Page 50
“But before all of that happened, the Great Conflict occurred.” He exhales a heavy sigh.
“None of the Imperial delegation could have predicted what awaited them in the shadows of the Meridians. They rode into the mountains fully expecting to continue their journey west, but three quarters of the way up those slopes they encountered sheer stone walls blocking the path. Walls that looked poured, not natural, the stone forged from water, ash, and limestone but as pure and unblemished as snow on a crisp winter’s day.
They couldn’t go around these walls, they couldn’t go over them. So, they decided to go through them.”
“None of these men would have been stonemasons,” Tennet points out. “How did they have the tools to make any sort of tunnel?”
“They were determined to use whatever they could to keep their journey moving forward. Understand, these were men—and women too—who had accepted a commission from the Imperium and who set out on a journey where they were not under anyone’s control but their own.
They answered to no one while they were on this journey and were completely independent except for the order of their own leadership.
The moment they had to turn around and go back home would have been the beginning of the end of that freedom. ”
I grimace, but it’s Miriam who puts my thoughts out in the open this time.
“From what I know of Imperium history, this adventure would have allowed a highly unusual level of freedom particularly for the women in the group too. But they wouldn’t have been warriors in this delegation.
They would have been cooks and healers, seamstresses—and maybe scouts? But not warriors, correct?”
I blink at her direct question and am a little shocked when Daggar answers her.
“Pressing women into battle was as bad an idea then as it is now,” he says, his mouth settling in a hard line that I desperately want to punch off his face.
“General Mirador saw the truth of that in the end and ensured the future of the Protectorate would remain in the care of those who could defend it. But every member of that delegation who could fight—did. However they knew how. Because with the first chip into the wall that barred the way into the Western Realms, the warriors awoke the creatures on the other side. By the time they had forged an opening, the enemy was ready. Snakes poured through the fissure and into the mountains. Frightening enough, to be sure, but nothing compared to the beasts that climbed over the walls next. Shadow monsters as tall as any Divh, terrifying to behold. The Sahktar.”
“Climbed over,” Fortiss echoes, leaning forward. “They could have done that at any time then. Why didn’t they?”
Daggar points at him, clearly satisfied that he’s captured the lord protector’s interest. “No one’s ever determined that.” He grins. “Perhaps they needed to be asked.”
He continues on, but I no longer hear Daggar’s droning recitation of what happens next, which does follow the history as I’ve heard it so many times.
The attack of great evil on the delegation, the desperation of the warriors.
Only thirty—not three hundred or even three thousand as the legend eventually grew—“A legend we at the Eighth House have always known is wrong but held our tongue,” Daggar says proudly, recalling my focus.
He leans in, staring hard at Fortiss. “But the horror of the attack was real and the threat plain. If these monsters continued across the wide, verdant lands and reached the Imperium, the delegation that had been sent to expand the Imperium’s borders would have essentially destroyed it instead.
In their pain and despair, they donned the garb of the ancient rulers of this land and cried out to the Light, and the Light responded in a way no one could have imagined. By sending the Divhs.”
All this I know, all this at least has been shared even with me, an unwanted female of a royal house.
But I can’t unhear Daggar’s flippant assessment of why the skrill and shadow monsters attacked in the first place.
I can’t help recalling my own words to Fortiss.
Skrill and Divh alike responded to the warriors of the Fated Plane because they were asked .
“You said all this to Lord Protector Rihad twenty years ago?” My words don’t even sound like myself. I’m quiet, deferent, almost meek, but a warrior uses the best strategy for the moment, and what I want more than anything is answers. “Surely he was amazed.”
“He seemed to be, yes.” Daggar nods, addressing me with far more civility this time.
“Asked me to take him up to where the wall was eventually rebuilt to the sheen of smoothest glass, as strong as ever through ways we still have not replicated all these years since. Walls that stood stable and solid for hundreds of years until Rihad stood before them.”
“What happened then?” Tennet asks.
“Then he left,” Daggar forms a fist to gently tap the table, as if for luck. “And now you are here, you will want to see them as well I assume? To reassure yourselves that all is well in the Eighth House? Because all is as it ever should be, and we are ready to serve.”
“We would be honored.” Fortiss nods. “With the events of these past several days, I’d like to simply see with my own eyes that the wall remains sturdy and true.
You have performed the highest service in the Protectorate for generations upon generations here at the Eighth House.
But if that threat is no longer sleeping… ”
“You’ll see the truth. We are ready to serve.” Daggar says all this resolutely, then his gaze turns hard as he stares at Fortiss. “And then, Lord Protector Fortiss, you will repay me the men I have lost in your foolish tournament games, or I’ll take my complaints straight to the Imperium.”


WHAT YOU HAVE TO DO: Exactly and only the lines from the first entry through the line with "Image is 480x240 pixels." should be copied, both ends included, with no pictures.

Web page and app entries:
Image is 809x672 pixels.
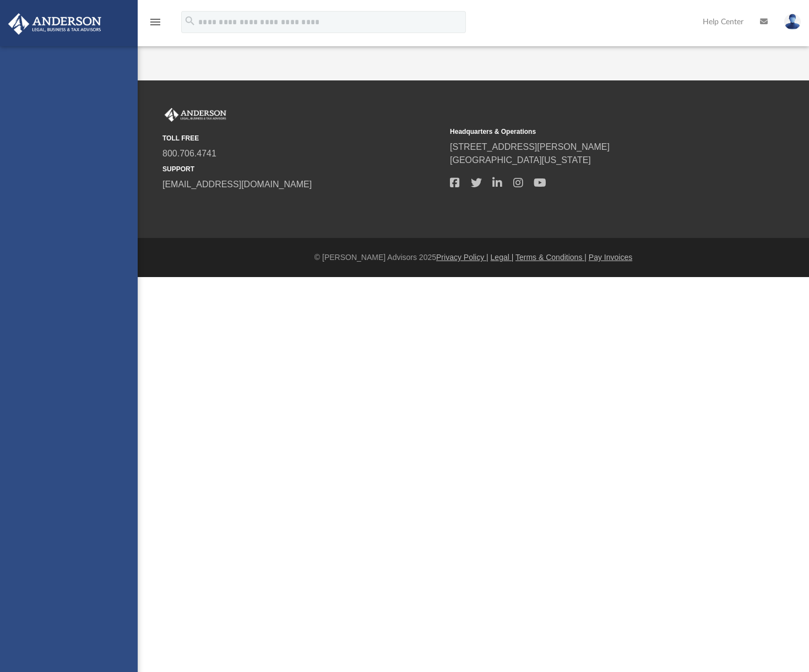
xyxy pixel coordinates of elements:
small: Headquarters & Operations [450,127,730,137]
a: Terms & Conditions | [515,252,587,262]
a: Legal | [490,252,513,262]
small: TOLL FREE [163,133,442,143]
i: menu [148,15,162,29]
a: 800.706.4741 [163,148,217,158]
a: Pay Invoices [588,252,632,262]
img: Anderson Advisors Platinum Portal [5,13,105,35]
a: [STREET_ADDRESS][PERSON_NAME] [450,142,610,151]
a: [EMAIL_ADDRESS][DOMAIN_NAME] [163,179,312,189]
a: menu [148,21,162,29]
img: Anderson Advisors Platinum Portal [163,108,228,122]
i: search [184,14,196,27]
img: User Pic [784,13,800,30]
a: Privacy Policy | [436,252,488,262]
small: SUPPORT [163,164,442,174]
a: [GEOGRAPHIC_DATA][US_STATE] [450,155,590,165]
div: © [PERSON_NAME] Advisors 2025 [138,251,809,263]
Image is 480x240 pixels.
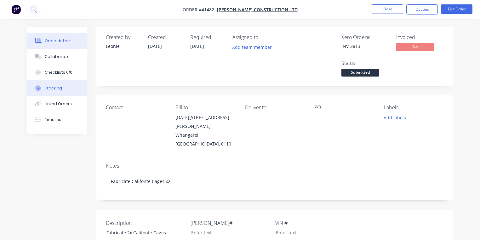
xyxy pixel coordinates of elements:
div: Assigned to [232,34,295,40]
div: Timeline [45,117,61,122]
label: [PERSON_NAME]# [190,219,269,227]
div: Required [190,34,225,40]
div: Created [148,34,183,40]
button: Tracking [27,80,87,96]
button: Order details [27,33,87,49]
div: [DATE][STREET_ADDRESS][PERSON_NAME] [175,113,235,131]
div: [DATE][STREET_ADDRESS][PERSON_NAME]Whangarei, [GEOGRAPHIC_DATA], 0110 [175,113,235,148]
div: Collaborate [45,54,70,59]
button: Add team member [229,43,275,51]
div: Deliver to [245,104,304,110]
span: Order #41482 - [183,7,217,13]
div: Contact [106,104,165,110]
div: Fabricate Califonte Cages x2 [106,172,443,191]
label: VIN # [275,219,354,227]
button: Options [406,4,437,14]
span: [DATE] [190,43,204,49]
div: Notes [106,163,443,169]
div: PO [314,104,374,110]
div: Xero Order # [341,34,388,40]
span: No [396,43,434,51]
button: Timeline [27,112,87,127]
button: Checklists 0/0 [27,65,87,80]
button: Close [371,4,403,14]
div: Checklists 0/0 [45,70,72,75]
div: Fabricate 2x Califonte Cages [101,228,180,237]
button: Collaborate [27,49,87,65]
div: Order details [45,38,71,44]
button: Add team member [232,43,275,51]
img: Factory [11,5,21,14]
div: Leonie [106,43,140,49]
div: Status [341,60,388,66]
div: Linked Orders [45,101,72,107]
a: [PERSON_NAME] Construction Ltd [217,7,297,13]
button: Linked Orders [27,96,87,112]
button: Edit Order [441,4,472,14]
div: Whangarei, [GEOGRAPHIC_DATA], 0110 [175,131,235,148]
span: [DATE] [148,43,162,49]
div: Invoiced [396,34,443,40]
label: Description [106,219,184,227]
div: INV-2813 [341,43,388,49]
span: Submitted [341,69,379,76]
button: Add labels [380,113,409,121]
div: Created by [106,34,140,40]
button: Submitted [341,69,379,78]
div: Tracking [45,85,62,91]
div: Bill to [175,104,235,110]
div: Labels [384,104,443,110]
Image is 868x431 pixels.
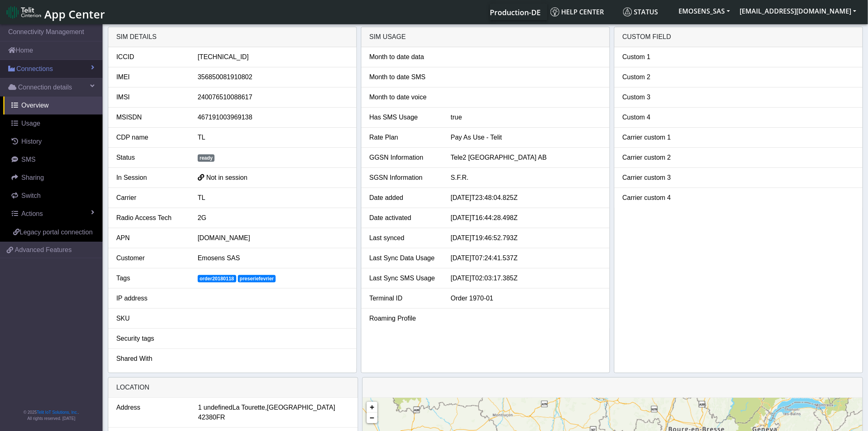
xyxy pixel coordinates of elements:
div: SGSN Information [363,173,444,182]
span: order20180118 [197,275,237,282]
div: true [444,112,608,122]
button: [EMAIL_ADDRESS][DOMAIN_NAME] [735,4,862,18]
a: Actions [3,205,103,223]
span: Legacy portal connection [20,229,92,236]
span: ready [197,155,215,162]
span: preseriefevrier [238,275,276,282]
div: Has SMS Usage [363,112,444,122]
img: status.svg [623,7,632,17]
div: Roaming Profile [363,313,444,323]
a: Telit IoT Solutions, Inc. [37,409,78,414]
div: [DATE]T16:44:28.498Z [444,213,608,223]
div: LOCATION [108,378,358,398]
div: SKU [111,313,192,323]
a: Usage [3,115,103,132]
span: App Center [45,6,105,22]
div: Order 1970-01 [444,293,608,304]
a: Help center [547,4,620,20]
div: Custom 2 [616,72,698,82]
div: Last synced [363,233,444,243]
button: EMOSENS_SAS [674,4,735,18]
span: 42380 [198,413,217,422]
div: SIM usage [362,27,609,47]
div: [DATE]T02:03:17.385Z [444,273,608,283]
div: Shared With [111,354,192,363]
div: Custom 1 [616,52,698,62]
div: Status [111,153,192,163]
div: Address [111,402,192,422]
div: Tele2 [GEOGRAPHIC_DATA] AB [444,153,608,163]
img: logo-telit-cinterion-gw-new.png [6,6,41,19]
div: Carrier custom 4 [616,193,698,202]
a: App Center [6,3,104,21]
span: Switch [22,192,41,199]
div: 240076510088617 [192,92,354,102]
div: [TECHNICAL_ID] [192,52,354,62]
a: Sharing [3,169,103,186]
div: TL [192,132,354,143]
div: Emosens SAS [192,253,354,263]
div: [DOMAIN_NAME] [192,233,354,243]
a: Zoom in [366,402,377,413]
div: Custom field [614,27,862,47]
div: Last Sync Data Usage [363,253,444,263]
div: TL [192,193,354,202]
span: Status [623,7,659,17]
div: APN [111,233,192,243]
div: Carrier [111,193,192,202]
div: Month to date data [363,52,444,62]
span: Connections [17,64,53,74]
div: [DATE]T23:48:04.825Z [444,193,608,202]
div: Carrier custom 1 [616,132,698,143]
span: Usage [22,120,40,127]
a: Switch [3,186,103,205]
div: Date activated [363,213,444,223]
div: IMEI [111,72,192,82]
div: Rate Plan [363,132,444,143]
div: 356850081910802 [192,72,354,82]
span: SMS [22,156,36,163]
div: Carrier custom 3 [616,173,698,182]
span: Connection details [18,83,72,92]
div: IP address [111,293,192,304]
div: Month to date SMS [363,72,444,82]
span: [GEOGRAPHIC_DATA] [267,402,335,413]
div: Pay As Use - Telit [444,132,608,143]
span: Help center [550,7,604,17]
div: Carrier custom 2 [616,153,698,163]
div: Tags [111,273,192,283]
a: Overview [3,96,103,115]
div: Customer [111,253,192,263]
span: Actions [22,210,43,217]
span: Overview [22,102,49,108]
span: History [22,138,42,145]
span: La Tourette, [233,402,267,413]
a: Your current platform instance [490,4,541,20]
div: Security tags [111,334,192,343]
div: SIM details [108,27,357,47]
div: Custom 4 [616,112,698,122]
span: 1 undefined [198,402,233,413]
a: Zoom out [366,413,377,423]
div: Last Sync SMS Usage [363,273,444,283]
div: S.F.R. [444,173,608,182]
div: In Session [111,173,192,182]
div: IMSI [111,92,192,102]
div: Terminal ID [363,293,444,304]
div: 467191003969138 [192,112,354,122]
div: [DATE]T07:24:41.537Z [444,253,608,263]
a: Status [620,4,674,20]
div: 2G [192,213,354,223]
div: GGSN Information [363,153,444,163]
div: Date added [363,193,444,202]
span: FR [216,413,225,422]
div: Custom 3 [616,92,698,102]
span: Production-DE [490,7,541,18]
div: Month to date voice [363,92,444,102]
div: [DATE]T19:46:52.793Z [444,233,608,243]
div: Radio Access Tech [111,213,192,223]
a: SMS [3,151,103,169]
div: MSISDN [111,112,192,122]
a: History [3,132,103,151]
div: CDP name [111,132,192,143]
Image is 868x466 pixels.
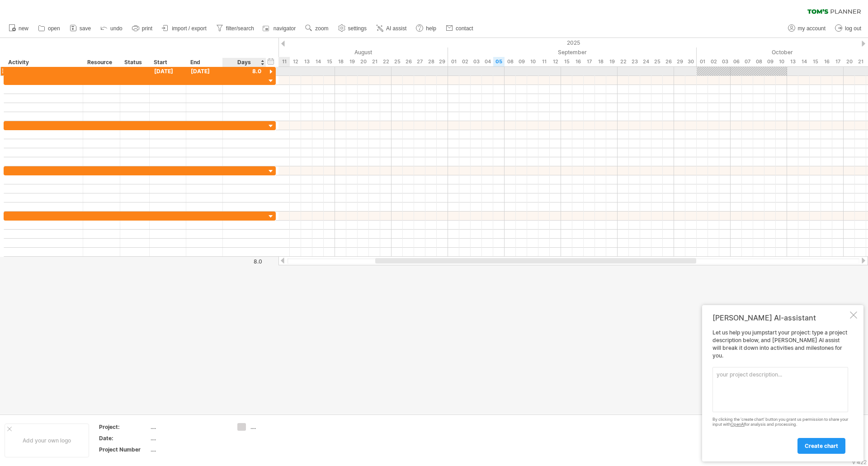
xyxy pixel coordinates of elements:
div: Friday, 3 October 2025 [719,57,730,66]
div: Thursday, 18 September 2025 [595,57,606,66]
div: End [191,58,218,67]
span: log out [845,25,861,32]
div: Tuesday, 23 September 2025 [629,57,640,66]
div: Thursday, 9 October 2025 [764,57,776,66]
div: Thursday, 28 August 2025 [425,57,437,66]
div: Wednesday, 8 October 2025 [753,57,764,66]
div: Monday, 25 August 2025 [391,57,403,66]
span: create chart [805,442,838,449]
div: Let us help you jumpstart your project: type a project description below, and [PERSON_NAME] AI as... [713,329,848,453]
div: Status [124,58,144,67]
div: Wednesday, 15 October 2025 [810,57,821,66]
span: navigator [274,25,296,32]
div: Add your own logo [4,423,89,457]
div: Tuesday, 12 August 2025 [290,57,301,66]
div: 8.0 [224,258,262,265]
div: Wednesday, 27 August 2025 [414,57,425,66]
div: .... [151,434,227,442]
span: my account [798,25,825,32]
div: Tuesday, 21 October 2025 [855,57,867,66]
div: Monday, 22 September 2025 [618,57,629,66]
div: [PERSON_NAME] AI-assistant [713,313,848,322]
span: settings [348,25,366,32]
div: Monday, 15 September 2025 [561,57,572,66]
div: Tuesday, 16 September 2025 [572,57,583,66]
a: create chart [797,438,845,454]
div: Wednesday, 20 August 2025 [357,57,369,66]
a: open [36,23,63,35]
div: Wednesday, 1 October 2025 [697,57,708,66]
div: Friday, 22 August 2025 [380,57,391,66]
div: Resource [88,58,115,67]
div: Date: [99,434,149,442]
span: save [79,25,91,32]
a: undo [98,23,125,35]
a: zoom [303,23,331,35]
div: Monday, 29 September 2025 [674,57,686,66]
div: Thursday, 4 September 2025 [482,57,494,66]
a: new [7,23,31,35]
div: Friday, 5 September 2025 [494,57,505,66]
a: AI assist [374,23,409,35]
div: Thursday, 11 September 2025 [538,57,549,66]
span: AI assist [386,25,407,32]
div: Wednesday, 24 September 2025 [640,57,652,66]
div: Wednesday, 10 September 2025 [527,57,538,66]
div: Tuesday, 9 September 2025 [516,57,527,66]
div: September 2025 [448,48,697,57]
span: contact [456,25,474,32]
div: Monday, 6 October 2025 [730,57,742,66]
a: save [68,23,93,35]
div: Thursday, 16 October 2025 [821,57,833,66]
div: Friday, 17 October 2025 [833,57,844,66]
span: undo [110,25,123,32]
div: Monday, 18 August 2025 [335,57,346,66]
div: [DATE] [149,67,186,76]
div: .... [151,423,227,431]
span: zoom [315,25,328,32]
div: By clicking the 'create chart' button you grant us permission to share your input with for analys... [713,417,848,427]
div: Tuesday, 26 August 2025 [403,57,414,66]
div: Monday, 20 October 2025 [844,57,855,66]
div: Start [154,58,181,67]
div: Thursday, 14 August 2025 [313,57,324,66]
div: Friday, 19 September 2025 [606,57,618,66]
a: contact [444,23,476,35]
div: Friday, 10 October 2025 [776,57,787,66]
div: Tuesday, 2 September 2025 [459,57,471,66]
div: Wednesday, 3 September 2025 [471,57,482,66]
div: v 422 [853,459,867,465]
a: my account [786,23,828,35]
a: settings [336,23,369,35]
div: Friday, 29 August 2025 [437,57,448,66]
a: filter/search [214,23,257,35]
a: log out [833,23,864,35]
div: Thursday, 25 September 2025 [652,57,663,66]
div: Tuesday, 7 October 2025 [742,57,753,66]
div: Wednesday, 13 August 2025 [301,57,313,66]
div: Friday, 26 September 2025 [663,57,674,66]
div: Project Number [99,445,149,453]
a: print [129,23,155,35]
div: .... [151,445,227,453]
a: import / export [160,23,210,35]
span: new [18,25,29,32]
span: open [48,25,60,32]
span: import / export [172,25,207,32]
a: OpenAI [730,421,744,426]
div: Wednesday, 17 September 2025 [583,57,595,66]
div: Days [222,58,266,67]
span: help [426,25,436,32]
a: navigator [261,23,299,35]
span: print [142,25,152,32]
a: help [413,23,439,35]
div: Friday, 12 September 2025 [549,57,561,66]
div: Monday, 8 September 2025 [505,57,516,66]
div: Monday, 1 September 2025 [448,57,459,66]
div: Activity [8,58,78,67]
div: [DATE] [186,67,223,76]
div: Friday, 15 August 2025 [324,57,335,66]
div: August 2025 [210,48,448,57]
div: Thursday, 21 August 2025 [369,57,380,66]
div: .... [250,423,299,431]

RESPONSE BELOW:
Image is 809x672 pixels.
xyxy pixel coordinates of elements:
small: Headquarters & Operations [450,127,730,137]
a: Terms & Conditions | [515,252,587,262]
a: Legal | [490,252,513,262]
small: TOLL FREE [163,133,442,143]
i: menu [148,15,162,29]
a: 800.706.4741 [163,148,217,158]
a: Pay Invoices [588,252,632,262]
img: Anderson Advisors Platinum Portal [5,13,105,35]
a: [STREET_ADDRESS][PERSON_NAME] [450,142,610,151]
a: [EMAIL_ADDRESS][DOMAIN_NAME] [163,179,312,189]
a: menu [148,21,162,29]
img: Anderson Advisors Platinum Portal [163,108,228,122]
i: search [184,14,196,27]
img: User Pic [784,13,800,30]
a: Privacy Policy | [436,252,488,262]
small: SUPPORT [163,164,442,174]
a: [GEOGRAPHIC_DATA][US_STATE] [450,155,590,165]
div: © [PERSON_NAME] Advisors 2025 [138,251,809,263]
Image is 480x240 pixels.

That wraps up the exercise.